Comments about this page

  • From the late 1950s until about 1967, I lived at number 38 Springfield Crescent, with my mum, Marion, my dad, Donald, and my sister, Fran. I remember our garden having a variety of old apple trees in it. I played with Clive Edgerton, and his sister Lynn, and found their house and grounds exciting to play in, not least because they had a tree-house!

    By Andrew Cannons (17/11/2021)
  • We made a link to this page from the ‘Old Harpenden, Years Gone By closed Facebook’ page which brought instant reactions, which we have been given permission to quote:

    Carol Ketchley wrote: “That’s fascinating, we lived next door at 21 Springfield Crescent and used to call it ‘the bungalow’! The Egertons lived there at that time. I assume that our house was built (in 1957/8) on Highmoor’s orchard as we had lots of mature fruit trees. I remember the large bonfires we had there for Guy Fawkes nights to which lots of the neighbours came. I can vaguely remember the maisonettes being built and a few of the occupants including a very tall London Fireman who drove a Fiat 500. Another was a teacher from St Georges who would give me lifts to school during the winter.”
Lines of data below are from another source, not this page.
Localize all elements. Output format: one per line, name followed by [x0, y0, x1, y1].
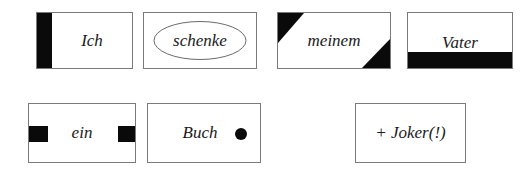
card-label: ein: [29, 123, 135, 143]
card-schenke: schenke: [143, 12, 257, 69]
card-label: Ich: [52, 31, 132, 51]
card-label: meinem: [278, 31, 390, 51]
bottom-bar-marker: [408, 52, 512, 68]
card-joker: + Joker(!): [355, 103, 466, 163]
card-ein: ein: [28, 103, 136, 163]
card-ich: Ich: [36, 12, 133, 69]
card-vater: Vater: [407, 12, 513, 69]
card-label: + Joker(!): [356, 123, 465, 143]
left-bar-marker: [37, 13, 52, 68]
card-label: schenke: [144, 31, 256, 51]
dot-marker: [235, 128, 247, 140]
card-label: Vater: [408, 33, 512, 53]
card-buch: Buch: [147, 103, 261, 163]
card-meinem: meinem: [277, 12, 391, 69]
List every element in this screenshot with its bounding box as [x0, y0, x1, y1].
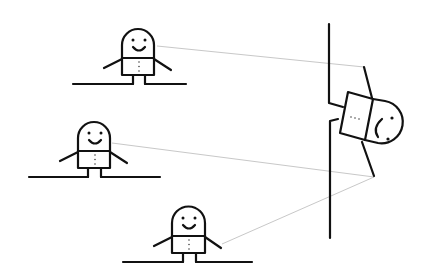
wall-upper: [329, 24, 343, 107]
button-dot: [188, 248, 190, 250]
arm-lower: [362, 142, 374, 176]
eye-icon: [390, 116, 393, 119]
eye-icon: [144, 39, 147, 42]
sight-line-middle: [112, 143, 374, 177]
eye-icon: [132, 39, 135, 42]
button-dot: [350, 116, 352, 118]
button-dot: [188, 239, 190, 241]
figure-top: [73, 29, 186, 84]
eye-icon: [182, 217, 185, 220]
button-dot: [94, 159, 96, 161]
eye-icon: [100, 132, 103, 135]
figure-bottom: [123, 207, 252, 263]
eye-icon: [386, 137, 389, 140]
figure-middle: [29, 122, 160, 177]
body: [340, 92, 373, 140]
arm-upper: [364, 67, 372, 98]
sight-line-top: [157, 46, 364, 67]
button-dot: [138, 66, 140, 68]
legs: [88, 168, 101, 177]
arms: [154, 237, 221, 248]
frown-mouth: [376, 119, 382, 137]
smile-mouth: [133, 47, 145, 51]
button-dot: [188, 244, 190, 246]
button-dot: [138, 70, 140, 72]
peeking-figure: [340, 67, 403, 176]
button-dot: [358, 118, 360, 120]
legs: [183, 253, 196, 262]
smile-mouth: [183, 225, 195, 229]
body: [122, 58, 154, 75]
sight-line-bottom: [222, 177, 374, 244]
head: [78, 122, 110, 151]
perspective-diagram: [0, 0, 431, 276]
body: [78, 151, 110, 168]
arms: [104, 59, 171, 70]
button-dot: [94, 163, 96, 165]
wall-lower: [330, 119, 338, 238]
button-dot: [354, 117, 356, 119]
eye-icon: [88, 132, 91, 135]
smile-mouth: [89, 140, 101, 144]
head: [172, 207, 205, 237]
arms: [60, 152, 127, 163]
eye-icon: [194, 217, 197, 220]
head: [122, 29, 154, 58]
legs: [133, 75, 145, 84]
button-dot: [138, 61, 140, 63]
button-dot: [94, 154, 96, 156]
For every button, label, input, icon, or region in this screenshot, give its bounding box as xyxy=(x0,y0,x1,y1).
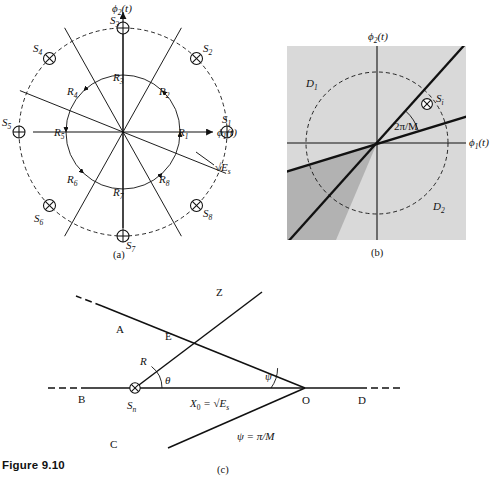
panel-c-geometry: Z A E B C O D R θ ψ Sn X0 = √Es ψ = π/M … xyxy=(40,268,460,453)
svg-text:S6: S6 xyxy=(34,212,44,227)
panel-c-ray-z xyxy=(135,292,262,388)
figure-caption: Figure 9.10 xyxy=(2,459,65,471)
panel-c-label-o: O xyxy=(302,394,310,406)
svg-text:R2: R2 xyxy=(158,85,170,100)
panel-a-signal-labels: S1 S2 S3 S4 S5 S6 S7 S8 xyxy=(2,14,231,254)
signal-label-s3-sub: 3 xyxy=(115,20,120,29)
panel-a-constellation: S1 S2 S3 S4 S5 S6 S7 S8 xyxy=(0,0,258,262)
svg-text:R5: R5 xyxy=(53,126,65,141)
svg-text:R6: R6 xyxy=(66,173,78,188)
panel-b-axis-label-vertical: ϕ2(t) xyxy=(368,30,388,45)
panel-c-signal-label: Sn xyxy=(127,399,137,414)
panel-c-label-d: D xyxy=(358,394,366,406)
panel-a-caption: (a) xyxy=(113,249,125,261)
panel-c-angle-theta-label: θ xyxy=(165,374,171,386)
panel-b-decision-regions: Si D1 D2 2π/M ϕ2(t) ϕ1(t) (b) xyxy=(250,10,490,260)
signal-marker-s8 xyxy=(191,200,203,212)
panel-b-caption: (b) xyxy=(371,247,384,259)
panel-c-angle-psi-arc xyxy=(271,368,278,388)
signal-label-s6-sub: 6 xyxy=(40,218,44,227)
signal-marker-s2 xyxy=(191,53,203,65)
region-label-r8-sub: 8 xyxy=(166,179,170,188)
panel-a-radius-leader xyxy=(196,152,214,165)
region-label-r6-sub: 6 xyxy=(74,179,78,188)
panel-c-note: ψ = π/M xyxy=(237,430,275,442)
svg-text:S7: S7 xyxy=(126,239,136,254)
panel-b-angle-label: 2π/M xyxy=(394,120,418,132)
panel-c-label-b: B xyxy=(78,393,85,405)
svg-text:R3: R3 xyxy=(112,71,124,86)
svg-text:R4: R4 xyxy=(66,85,78,100)
signal-label-s8-sub: 8 xyxy=(209,213,213,222)
panel-c-label-e: E xyxy=(165,330,172,342)
signal-label-s4-sub: 4 xyxy=(39,48,43,57)
region-label-r7-sub: 7 xyxy=(120,192,124,201)
panel-c-caption: (c) xyxy=(217,464,229,476)
svg-text:S5: S5 xyxy=(2,116,12,131)
svg-text:S8: S8 xyxy=(203,207,213,222)
panel-c-ray-label: R xyxy=(139,355,147,367)
panel-c-angle-theta-arc xyxy=(152,367,163,389)
panel-a-radius-label: √Es xyxy=(215,161,231,176)
panel-c-label-a: A xyxy=(116,323,124,335)
panel-c-signal-marker-sn xyxy=(130,383,140,393)
svg-text:R7: R7 xyxy=(112,186,124,201)
region-label-r3-sub: 3 xyxy=(119,77,124,86)
region-label-r2-sub: 2 xyxy=(166,91,170,100)
signal-marker-s6 xyxy=(44,200,56,212)
region-label-r4-sub: 4 xyxy=(74,91,78,100)
signal-label-s2-sub: 2 xyxy=(209,48,213,57)
svg-text:S2: S2 xyxy=(203,42,213,57)
svg-text:S4: S4 xyxy=(33,42,43,57)
region-label-r5-sub: 5 xyxy=(61,132,65,141)
signal-label-s5-sub: 5 xyxy=(8,122,12,131)
panel-c-distance-label: X0 = √Es xyxy=(189,397,229,412)
figure-9-10: S1 S2 S3 S4 S5 S6 S7 S8 xyxy=(0,0,503,480)
signal-label-s7-sub: 7 xyxy=(132,245,136,254)
signal-marker-s5 xyxy=(13,126,25,138)
panel-c-angle-psi-label: ψ xyxy=(265,370,272,382)
panel-c-label-z: Z xyxy=(216,286,223,298)
region-label-r1-sub: 1 xyxy=(185,132,189,141)
panel-c-label-c: C xyxy=(110,438,117,450)
panel-b-axis-label-horizontal: ϕ1(t) xyxy=(469,136,489,151)
panel-b-signal-marker-si xyxy=(422,99,433,110)
signal-marker-s4 xyxy=(44,53,56,65)
svg-text:R1: R1 xyxy=(177,126,188,141)
svg-text:R8: R8 xyxy=(158,173,170,188)
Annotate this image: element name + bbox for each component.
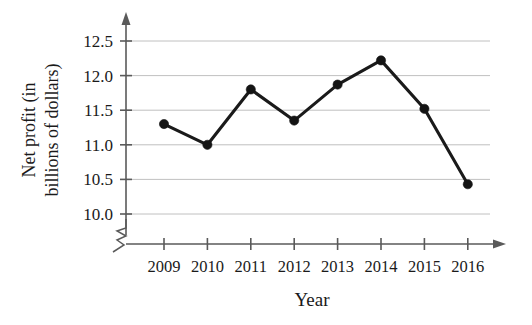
x-axis-tick-label: 2011 [235,257,267,276]
y-axis-tick-label: 11.0 [84,136,113,155]
line-chart: 10.010.511.011.512.012.5 200920102011201… [0,0,532,325]
y-axis-tick-labels: 10.010.511.011.512.012.5 [83,32,113,224]
y-axis-tick-label: 10.5 [83,170,113,189]
data-point [159,119,168,128]
data-point [420,104,429,113]
y-axis-title: Net profit (in billions of dollars) [19,64,63,197]
x-axis-title: Year [294,289,330,310]
data-line-path [164,60,468,184]
x-axis-tick-label: 2016 [451,257,484,276]
y-axis-tick-label: 12.0 [83,67,113,86]
y-axis-title-line1: Net profit (in [19,83,40,178]
y-axis-arrow-icon [122,12,131,25]
x-axis-tick-label: 2010 [191,257,224,276]
x-axis-tick-labels: 20092010201120122013201420152016 [148,257,485,276]
y-axis-tick-label: 12.5 [83,32,113,51]
y-axis-title-line2: billions of dollars) [42,64,63,197]
data-point [203,140,212,149]
x-axis-tick-label: 2012 [278,257,311,276]
data-point [463,180,472,189]
data-point [290,116,299,125]
x-axis-tick-label: 2014 [365,257,398,276]
x-axis-tick-label: 2013 [321,257,354,276]
axis-break-zigzag-icon [113,219,126,252]
chart-canvas: 10.010.511.011.512.012.5 200920102011201… [0,0,532,325]
data-point [246,85,255,94]
x-axis-arrow-icon [493,240,506,249]
data-point [376,56,385,65]
y-axis-tick-label: 10.0 [83,205,113,224]
y-axis-tick-label: 11.5 [84,101,113,120]
x-axis-tick-label: 2015 [408,257,441,276]
data-point [333,80,342,89]
x-axis-tick-label: 2009 [148,257,181,276]
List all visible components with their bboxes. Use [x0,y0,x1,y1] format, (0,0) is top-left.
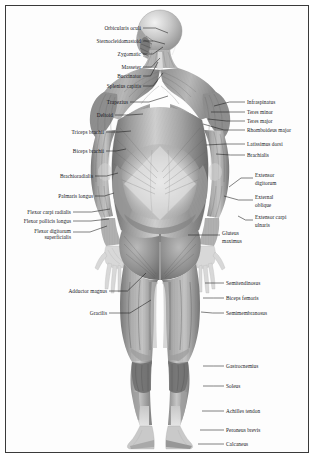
label-flexor-pollicis-longus: Flexor pollicis longus [24,219,71,225]
label-zygomatic: Zygomatic [118,52,141,58]
label-flexor-carpi-radialis: Flexor carpi radialis [27,210,71,216]
label-external: External [255,195,273,201]
label-soleus: Soleus [226,384,240,390]
label-brachioradialis: Brachioradialis [60,174,93,180]
label-palmaris-longus: Palmaris longus [58,194,93,200]
label-orbicularis-oculi: Orbicularis oculi [104,26,141,32]
label-achilles-tendon: Achilles tendon [226,409,260,415]
label-extensor: Extensor [255,173,274,179]
label-triceps-brachii: Triceps brachii [72,130,104,136]
label-ulnaris: ulnaris [255,223,270,229]
label-superficialis: superficialis [44,235,71,241]
label-biceps-femoris: Biceps femoris [226,296,259,302]
label-peroneus-brevis: Peroneus brevis [226,428,260,434]
label-teres-major: Teres major [247,119,273,125]
label-digitorum: digitorum [255,181,276,187]
label-calcaneus: Calcaneus [226,442,248,448]
label-deltoid: Deltoid [97,113,113,119]
leader-extensor-carpi [238,216,253,220]
label-sternocleidomastoid: Sternocleidomastoid [97,39,142,45]
anatomy-plate: Orbicularis oculiSternocleidomastoidZygo… [0,0,316,460]
label-maximus: maximus [222,239,242,245]
label-buccinator: Buccinator [117,74,141,80]
label-brachialis: Brachialis [247,153,269,159]
label-latissimus-dorsi: Latissimus dorsi [247,142,283,148]
leader-semimembranosus [201,312,224,313]
label-splenius-capitis: Splenius capitis [107,84,141,90]
label-masseter: Masseter [121,65,141,71]
label-trapezius: Trapezius [107,100,128,106]
label-extensor-carpi: Extensor carpi [255,215,286,221]
label-teres-minor: Teres minor [247,110,273,116]
label-oblique: oblique [255,203,271,209]
leader-extensor [229,178,253,187]
label-gracilis: Gracilis [90,311,107,317]
label-semitendinosus: Semitendinosus [226,281,260,287]
label-gastrocnemius: Gastrocnemius [226,364,258,370]
label-semimembranosus: Semimembranosus [226,311,267,317]
leader-external [224,196,253,200]
label-biceps-brachii: Biceps brachii [73,149,104,155]
label-gluteus: Gluteus [222,231,239,237]
label-infraspinatus: Infraspinatus [247,100,275,106]
label-adductor-magnus: Adductor magnus [68,289,107,295]
label-rhomboideus-major: Rhomboideus major [247,128,291,134]
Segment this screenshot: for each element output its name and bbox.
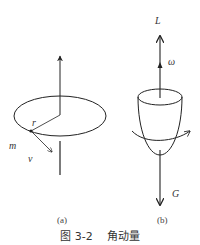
label-v: v [28,153,33,164]
label-L: L [154,15,161,26]
angular-momentum-figure: r m v (a) L ω G (b) 图 3-2 角动量 [0,0,200,245]
panel-label-a: (a) [57,215,67,225]
panel-label-b: (b) [157,215,168,225]
label-r: r [32,117,36,128]
label-omega: ω [168,56,175,67]
figure-caption: 图 3-2 角动量 [60,230,139,243]
cup-body [138,97,182,155]
label-m: m [9,140,16,151]
panel-a: r m v (a) [9,56,106,225]
rotation-arrow [132,131,190,140]
label-G: G [172,188,179,199]
panel-b: L ω G (b) [132,15,190,225]
omega-arrowhead [158,62,163,68]
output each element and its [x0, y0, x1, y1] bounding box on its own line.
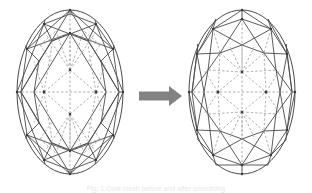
left-mesh-panel — [0, 0, 140, 185]
dashed-edge-group — [17, 10, 123, 174]
right-mesh-panel — [172, 0, 312, 185]
figure-caption: Fig. 1 Oval mesh before and after smooth… — [0, 184, 312, 193]
right-oval-mesh-svg — [172, 0, 312, 185]
dashed-edge-group — [189, 10, 295, 174]
figure-root: Fig. 1 Oval mesh before and after smooth… — [0, 0, 312, 193]
left-oval-mesh-svg — [0, 0, 140, 185]
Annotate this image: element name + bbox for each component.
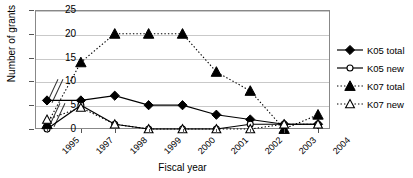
legend-item-k05-new[interactable]: K05 new xyxy=(336,59,413,77)
data-point-filled-triangle xyxy=(313,110,323,120)
legend-item-k07-total[interactable]: K07 total xyxy=(336,77,413,95)
data-point-filled-diamond xyxy=(110,91,119,100)
legend-label: K05 new xyxy=(367,63,404,74)
x-tick xyxy=(183,129,184,133)
y-tick-label: 15 xyxy=(52,53,76,63)
data-point-open-triangle xyxy=(43,115,52,123)
x-tick xyxy=(250,129,251,133)
data-point-open-triangle xyxy=(346,100,355,108)
data-point-filled-triangle xyxy=(76,57,86,67)
legend-label: K07 total xyxy=(367,81,405,92)
y-tick-label: 5 xyxy=(52,100,76,110)
x-tick xyxy=(81,129,82,133)
legend-marker-open-circle-icon xyxy=(336,61,364,75)
y-tick-label: 10 xyxy=(52,76,76,86)
legend-label: K05 total xyxy=(367,45,405,56)
y-tick-label: 0 xyxy=(52,124,76,134)
y-tick xyxy=(29,34,34,35)
data-point-filled-triangle xyxy=(110,29,120,39)
y-tick xyxy=(29,58,34,59)
y-tick xyxy=(29,10,34,11)
x-tick xyxy=(216,129,217,133)
y-tick-label: 20 xyxy=(52,29,76,39)
chart-legend: K05 totalK05 newK07 totalK07 new xyxy=(336,41,413,113)
x-tick xyxy=(47,129,48,133)
x-tick xyxy=(318,129,319,133)
x-tick xyxy=(149,129,150,133)
legend-marker-open-triangle-icon xyxy=(336,97,364,111)
x-axis-title: Fiscal year xyxy=(35,162,330,173)
data-point-filled-triangle xyxy=(143,29,153,39)
y-tick-label: 25 xyxy=(52,5,76,15)
y-tick xyxy=(29,81,34,82)
data-point-filled-diamond xyxy=(178,101,187,110)
data-point-filled-diamond xyxy=(212,110,221,119)
data-point-filled-diamond xyxy=(345,45,354,54)
legend-item-k07-new[interactable]: K07 new xyxy=(336,95,413,113)
y-tick xyxy=(29,129,34,130)
data-point-filled-diamond xyxy=(144,101,153,110)
data-point-open-circle xyxy=(347,65,353,71)
series-line xyxy=(47,34,318,129)
data-point-filled-triangle xyxy=(345,81,355,91)
legend-marker-filled-diamond-icon xyxy=(336,43,364,57)
y-tick xyxy=(29,105,34,106)
data-point-filled-triangle xyxy=(245,86,255,96)
legend-label: K07 new xyxy=(367,99,404,110)
x-tick xyxy=(115,129,116,133)
data-point-filled-diamond xyxy=(42,96,51,105)
x-tick xyxy=(284,129,285,133)
series-k07-total xyxy=(42,29,323,134)
chart-figure: Research 1995-2004 Number of grants Fisc… xyxy=(0,0,413,178)
legend-item-k05-total[interactable]: K05 total xyxy=(336,41,413,59)
legend-marker-filled-triangle-icon xyxy=(336,79,364,93)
    Carol Perry added:  ”I can remember playing in the Egerton’s orchard as a child when I lived in Springfield Crescent in the early 60’s. The orchard seemed massive to me but I can recall the ‘bungalow’ being rather shabby and dilapidated. I also have a vivid memory of being chased down the hill at Springfield Crescent by an alsation dog, called Kim, who I think belonged to the Egerton’s, when I was about 6 or 7.”